This workshop will explore inaudible speech and look at the phenomena Glossolalia* which translates to speaking in tongues, as a material that propositions the mouth as a vocal space which moves between the semiotic chora – between the verbal and nonverbal to create images formed through acoustics. In theatre, we understand that theatre itself is not just a visual or textual representation; but it can be sound. Therefore, together we will see with our ears, speak with sounds, exploring the liminal spaces of language as sound.
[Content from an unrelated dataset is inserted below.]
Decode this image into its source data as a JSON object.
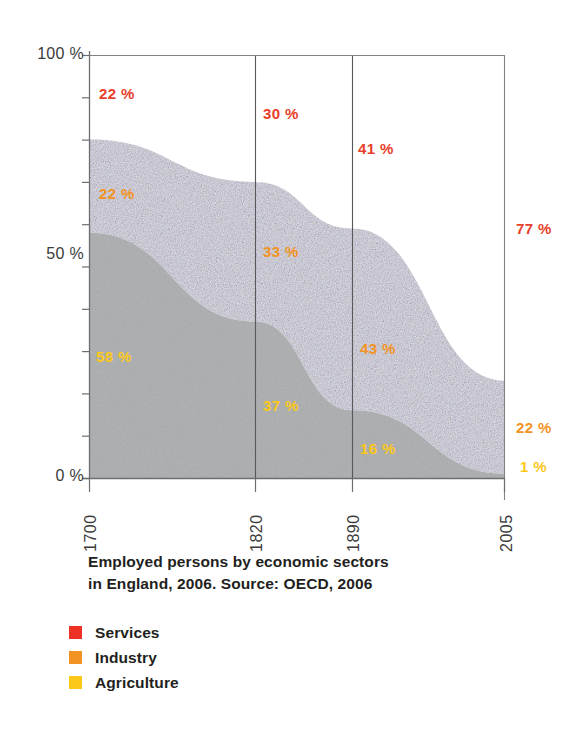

The aim is to create a space where we can explore our tongues as mechanics that can be altered to reflect a sense of otherness; to use the tongue to destroy or reassemble words into letters and play around with words as sounds and phonetics. The workshop is aimed at those with an interest in voice studies, artists, speech therapists and psychologists.
As a self, a body of fluids and matter
My tongue engages in glossolalia to escape the need to communicate sense to the world.
Glosso- glossa, the lalia of the lilies of the valley
I am in my own mind, in my own thoughts
Expanding and pushing outwards
Moving like the river, my work is to never cease
At a point in time, my speech was altered to reflect another’s identity
Then I found glossolalia
And I found a new existence
Kaa e lo mi sk
Tlmo
Pa
I bo ka
*Glossolalia is a Greek word for speaking in tongues and is a phonetic utterance that has an expansive meaning across many cultures and religious practices.
Chinasa Vivian Ezugha is an artist living and working in Hampshire, interested in history and how history is performed in the mundanity of everyday living; for her, performance is an embodiment of past, present and future experiences. Born in Nigeria, Enugu state in 1991, Ezugha makes work that connects her to her cultural heritage and to questions about her identity as a black woman living in England. Vivian is an interdisciplinary artist, working in Live Art, film and drawing. Having graduated from Aberystwyth University, School of Art and MA Performance Making at Goldsmiths, Ezugha’s work has been shown in New York, Berlin and in venues across the UK. She is the winner of the New Art Exchange Open Main Prize (2019), and a recipient of the Santander Universities Post Covid-19 Performance Making Enterprise Award (2020), supported by Santander Universities and ICCE, Goldsmiths, University of London. Ezugha is a PhD candidate at the University of Exeter and a Research Associate at the Centre for Contemporary Art Derry~Londonderry.